Search results
Results from the WOW.Com Content Network
Victory Gallop's performances won him the 1999 Eclipse Award for Outstanding Older Male Horse. In a poll published by the New York Times' About, Inc., he was the top vote getter for Most Impressive Performance of the Year for his win in the Stephen Foster Handicap. Victory Gallop was inducted in the Canadian Horse Racing Hall of Fame in 2010. [4]
Incitatus (Latin pronunciation: [ɪŋkɪˈtaːtʊs]; meaning "swift" or "at full gallop") was the favourite horse of Roman Emperor Caligula (r. 37–41 AD). According to legend, Caligula planned to make the horse a consul, although ancient sources are clear that this did not occur. Supposedly, Incitatus had 18 servants for himself, he lived in ...
The gallop is the fastest gait of the horse, averaging about 40 to 48 kilometres per hour (25 to 30 mph), and in the wild is used when the animal needs to flee from predators or simply cover short distances quickly. Horses seldom will gallop more than 1.5 or 3 kilometres (0.93 or 1.86 mi) before they need to rest, though horses can sustain a ...
Reining is a western riding competition for horses where the riders guide the horses through a precise pattern of circles, spins, and stops. All work is done at the lope (a version of the horse gait more commonly known worldwide as the canter), or the gallop (the fastest of the horse gaits).
In 1998, Elliott Walden conditioned Victory Gallop to a win in the Belmont Stakes, the third leg of the U.S. Triple Crown series. [3] The following year Victory Gallop gave Walden his first Champion when he was voted the 1999 American Champion Older Male Horse. [4] In 2001, Walden trained License Fee to victory in the Just a Game Stakes. [5]
Galloping horse, animated using photos by Muybridge (1887) Eadweard Muybridge (/ ˌ ɛ d w ər d ˈ m aɪ b r ɪ dʒ /; 9 April 1830 – 8 May 1904, born Edward James Muggeridge) was an English photographer known for his pioneering work in photographic studies of motion, and early work in motion-picture projection.
The last Pine Hollow book, #17, Full Gallop, was written in 2001 and is chronologically the last book in the Saddle Club canon. In 1990, a short story called Happy Horse Day! was published along with a short story in the Fabulous Five series by Betsy Haynes. The book was included in a Jean Nate gift set of bath products for girls.
A controlled gallop used to show a horse's ground-covering stride in horse show competition is called a "gallop in hand" or a hand gallop. [12] In complete contrast to the suspended phase of a gallop, when a horse jumps over a fence, the legs are stretched out while in the air, and the front legs hit the ground before the hind legs.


▸ Exercise description
Work out how many lines in the listing below carry the word "center". Give that number alone.

▸ Data section
=======

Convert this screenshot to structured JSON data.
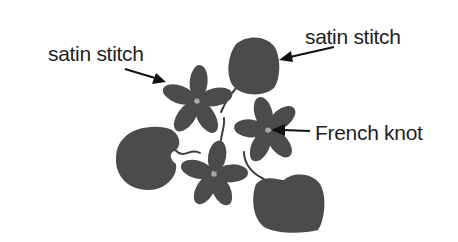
{
  "diagram": {
    "colors": {
      "background": "#ffffff",
      "fill": "#4b4b4b",
      "knot": "#a8a8a8",
      "text": "#1f1f1f",
      "arrow": "#111111"
    },
    "labels": [
      {
        "id": "label-left",
        "text": "satin stitch",
        "points_to": "flower-top-left petals"
      },
      {
        "id": "label-right",
        "text": "satin stitch",
        "points_to": "leaf-top"
      },
      {
        "id": "label-knot",
        "text": "French knot",
        "points_to": "flower-right center"
      }
    ],
    "elements": {
      "flowers": [
        "flower-top-left",
        "flower-right",
        "flower-bottom"
      ],
      "leaves": [
        "leaf-top",
        "leaf-left",
        "leaf-bottom"
      ],
      "flower_petal_count": 5
    }
  }
}
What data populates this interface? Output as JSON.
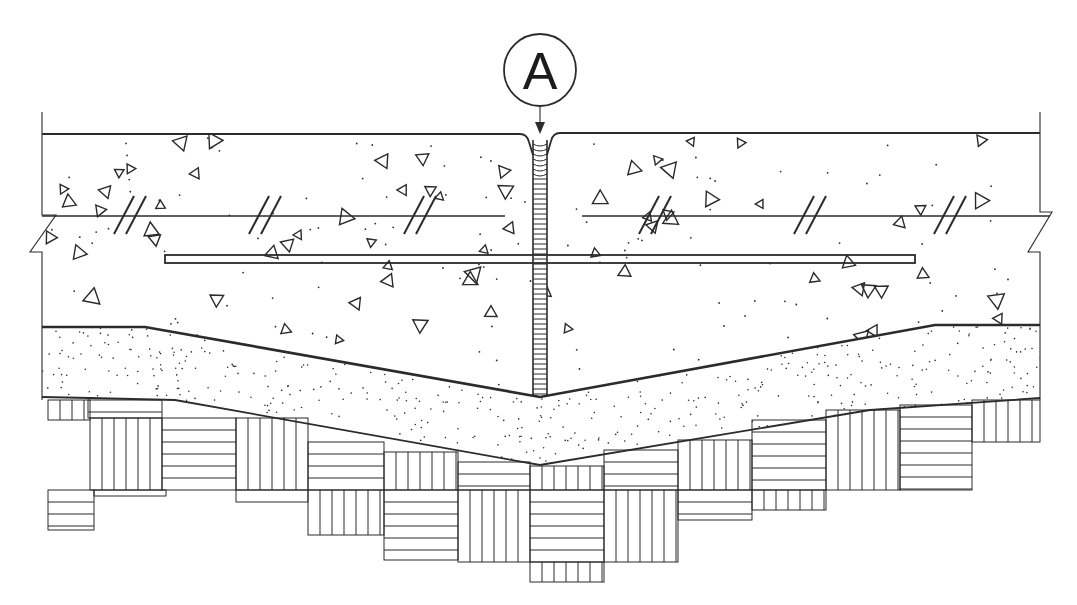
{
  "drawing": {
    "type": "construction joint section detail",
    "colors": {
      "line": "#2b2b2b",
      "background": "#ffffff"
    }
  },
  "callout": {
    "label": "A",
    "cx": 540,
    "cy": 70,
    "r": 36,
    "leader_end_y": 133
  },
  "slab": {
    "left_x": 42,
    "right_x": 1040,
    "top_y_left": 134,
    "top_y_right": 133,
    "bottom_profile": [
      [
        42,
        327
      ],
      [
        145,
        327
      ],
      [
        540,
        397
      ],
      [
        935,
        325
      ],
      [
        1040,
        325
      ]
    ],
    "joint": {
      "x_left": 533,
      "x_right": 547,
      "top_y": 140,
      "bottom_y": 397,
      "rung_spacing": 5
    }
  },
  "reinforcement": {
    "upper_bar": {
      "y": 216,
      "segments": [
        [
          42,
          505
        ],
        [
          582,
          1050
        ]
      ]
    },
    "dowel_bar": {
      "x1": 165,
      "x2": 915,
      "y1": 255,
      "y2": 263
    },
    "bar_break_marks_x": [
      140,
      275,
      430,
      665,
      820,
      960
    ]
  },
  "subbase": {
    "bottom_profile": [
      [
        42,
        397
      ],
      [
        90,
        398
      ],
      [
        175,
        400
      ],
      [
        540,
        465
      ],
      [
        870,
        410
      ],
      [
        1040,
        398
      ]
    ]
  },
  "subgrade_blocks": [
    {
      "x": 48,
      "y": 400,
      "w": 42,
      "h": 20,
      "h_pattern": false
    },
    {
      "x": 88,
      "y": 400,
      "w": 74,
      "h": 18,
      "h_pattern": true
    },
    {
      "x": 90,
      "y": 418,
      "w": 72,
      "h": 72,
      "h_pattern": false
    },
    {
      "x": 162,
      "y": 418,
      "w": 74,
      "h": 72,
      "h_pattern": true
    },
    {
      "x": 236,
      "y": 418,
      "w": 72,
      "h": 72,
      "h_pattern": false
    },
    {
      "x": 308,
      "y": 442,
      "w": 76,
      "h": 48,
      "h_pattern": true
    },
    {
      "x": 384,
      "y": 452,
      "w": 74,
      "h": 38,
      "h_pattern": false
    },
    {
      "x": 458,
      "y": 462,
      "w": 72,
      "h": 28,
      "h_pattern": true
    },
    {
      "x": 530,
      "y": 466,
      "w": 74,
      "h": 24,
      "h_pattern": false
    },
    {
      "x": 604,
      "y": 450,
      "w": 74,
      "h": 40,
      "h_pattern": true
    },
    {
      "x": 678,
      "y": 440,
      "w": 74,
      "h": 50,
      "h_pattern": false
    },
    {
      "x": 752,
      "y": 420,
      "w": 74,
      "h": 70,
      "h_pattern": true
    },
    {
      "x": 826,
      "y": 410,
      "w": 74,
      "h": 80,
      "h_pattern": false
    },
    {
      "x": 900,
      "y": 405,
      "w": 72,
      "h": 85,
      "h_pattern": true
    },
    {
      "x": 972,
      "y": 400,
      "w": 68,
      "h": 42,
      "h_pattern": false
    },
    {
      "x": 48,
      "y": 490,
      "w": 46,
      "h": 40,
      "h_pattern": true
    },
    {
      "x": 94,
      "y": 490,
      "w": 72,
      "h": 6,
      "h_pattern": true
    },
    {
      "x": 236,
      "y": 490,
      "w": 72,
      "h": 12,
      "h_pattern": true
    },
    {
      "x": 308,
      "y": 490,
      "w": 76,
      "h": 45,
      "h_pattern": false
    },
    {
      "x": 384,
      "y": 490,
      "w": 74,
      "h": 70,
      "h_pattern": true
    },
    {
      "x": 458,
      "y": 490,
      "w": 72,
      "h": 72,
      "h_pattern": false
    },
    {
      "x": 530,
      "y": 490,
      "w": 74,
      "h": 72,
      "h_pattern": true
    },
    {
      "x": 604,
      "y": 490,
      "w": 74,
      "h": 72,
      "h_pattern": false
    },
    {
      "x": 678,
      "y": 490,
      "w": 74,
      "h": 30,
      "h_pattern": true
    },
    {
      "x": 752,
      "y": 490,
      "w": 74,
      "h": 20,
      "h_pattern": false
    },
    {
      "x": 530,
      "y": 562,
      "w": 74,
      "h": 20,
      "h_pattern": false
    }
  ]
}
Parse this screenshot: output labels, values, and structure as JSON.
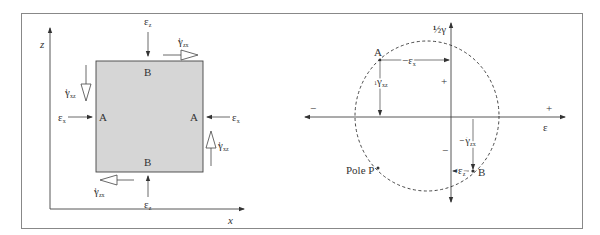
{
  "figure": {
    "left_panel": {
      "title": "Strained element",
      "axes": {
        "vertical": "z",
        "horizontal": "x"
      },
      "element_fill": "#d6d6d6",
      "faces": {
        "vertical_faces": "A",
        "horizontal_faces": "B"
      },
      "labels": {
        "eps_z": "ε",
        "eps_z_sub": "z",
        "eps_x": "ε",
        "eps_x_sub": "x",
        "half": "½",
        "gamma": "γ",
        "gamma_zx_sub": "zx",
        "gamma_xz_sub": "xz",
        "face_A": "A",
        "face_B": "B"
      }
    },
    "right_panel": {
      "title": "Mohr's circle of strain",
      "axes": {
        "vertical": "½γ",
        "horizontal": "ε"
      },
      "signs": {
        "positive": "+",
        "negative": "−"
      },
      "points": {
        "A": "A",
        "B": "B",
        "pole": "Pole P"
      },
      "labels": {
        "minus_eps_x": "−ε",
        "minus_eps_x_sub": "x",
        "half_gamma_xz": "½γ",
        "half_gamma_xz_sub": "xz",
        "minus_half_gamma_zx": "−½γ",
        "minus_half_gamma_zx_sub": "zx",
        "eps_z": "ε",
        "eps_z_sub": "z"
      }
    }
  }
}
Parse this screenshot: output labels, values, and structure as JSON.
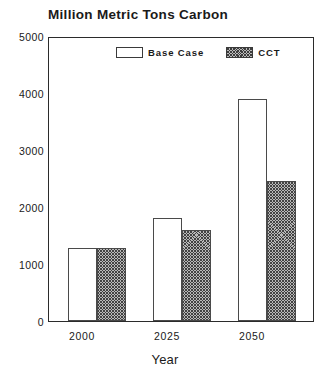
{
  "chart_data": {
    "type": "bar",
    "title": "Million Metric Tons Carbon",
    "xlabel": "Year",
    "ylabel": "",
    "categories": [
      "2000",
      "2025",
      "2050"
    ],
    "series": [
      {
        "name": "Base Case",
        "values": [
          1280,
          1800,
          3900
        ],
        "fill": "white",
        "swatch": "legend-swatch-base"
      },
      {
        "name": "CCT",
        "values": [
          1280,
          1600,
          2450
        ],
        "fill": "hatched-gray",
        "swatch": "legend-swatch-cct"
      }
    ],
    "ylim": [
      0,
      5000
    ],
    "yticks": [
      0,
      1000,
      2000,
      3000,
      4000,
      5000
    ],
    "ytick_labels": [
      "0",
      "1000",
      "2000",
      "3000",
      "4000",
      "5000"
    ],
    "xtick_labels": [
      "2000",
      "2025",
      "2050"
    ],
    "grid": false,
    "legend_position": "upper center inside",
    "frame": true,
    "colors": {
      "axis": "#2b2b2b",
      "text": "#1a1a1a",
      "base_fill": "#ffffff",
      "cct_fill": "#b9b9b9",
      "bar_edge": "#4a4a4a"
    }
  }
}
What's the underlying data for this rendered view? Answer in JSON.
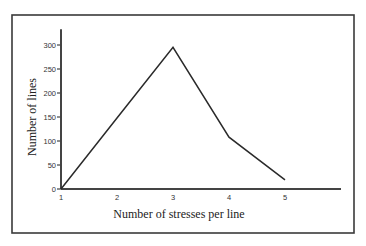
{
  "chart_data": {
    "type": "line",
    "title": "",
    "xlabel": "Number of stresses per line",
    "ylabel": "Number of lines",
    "x": [
      1,
      2,
      3,
      4,
      5
    ],
    "series": [
      {
        "name": "Number of lines",
        "values": [
          0,
          148,
          295,
          108,
          19
        ]
      }
    ],
    "xticks": [
      "1",
      "2",
      "3",
      "4",
      "5"
    ],
    "yticks": [
      "0",
      "50",
      "100",
      "150",
      "200",
      "250",
      "300"
    ],
    "xlim": [
      1,
      6
    ],
    "ylim": [
      0,
      333
    ],
    "grid": false,
    "legend": "none"
  }
}
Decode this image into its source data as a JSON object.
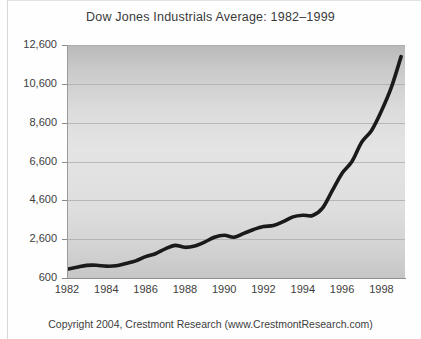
{
  "chart_data": {
    "type": "line",
    "title": "Dow Jones Industrials Average: 1982–1999",
    "xlabel": "",
    "ylabel": "",
    "xlim": [
      1982,
      1999.2
    ],
    "ylim": [
      600,
      12600
    ],
    "yticks": [
      600,
      2600,
      4600,
      6600,
      8600,
      10600,
      12600
    ],
    "ytick_labels": [
      "600",
      "2,600",
      "4,600",
      "6,600",
      "8,600",
      "10,600",
      "12,600"
    ],
    "xticks": [
      1982,
      1984,
      1986,
      1988,
      1990,
      1992,
      1994,
      1996,
      1998
    ],
    "xtick_labels": [
      "1982",
      "1984",
      "1986",
      "1988",
      "1990",
      "1992",
      "1994",
      "1996",
      "1998"
    ],
    "grid": true,
    "grid_axis": "y",
    "legend": false,
    "line_color": "#1a1a1a",
    "line_width": 3.6,
    "plot_background": "#dcdcdc",
    "series": [
      {
        "name": "Dow Jones Industrials Average",
        "x": [
          1982.0,
          1982.5,
          1983.0,
          1983.5,
          1984.0,
          1984.5,
          1985.0,
          1985.5,
          1986.0,
          1986.5,
          1987.0,
          1987.5,
          1988.0,
          1988.5,
          1989.0,
          1989.5,
          1990.0,
          1990.5,
          1991.0,
          1991.5,
          1992.0,
          1992.5,
          1993.0,
          1993.5,
          1994.0,
          1994.5,
          1995.0,
          1995.5,
          1996.0,
          1996.5,
          1997.0,
          1997.5,
          1998.0,
          1998.5,
          1999.0
        ],
        "y": [
          1050,
          1150,
          1250,
          1260,
          1210,
          1230,
          1350,
          1480,
          1700,
          1850,
          2100,
          2280,
          2180,
          2250,
          2450,
          2700,
          2800,
          2700,
          2900,
          3100,
          3250,
          3300,
          3500,
          3750,
          3830,
          3820,
          4200,
          5100,
          6000,
          6600,
          7600,
          8200,
          9200,
          10400,
          12000
        ]
      }
    ]
  },
  "footer": {
    "copyright": "Copyright 2004, Crestmont Research (www.CrestmontResearch.com)"
  }
}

=======

▸ Exercise solution
2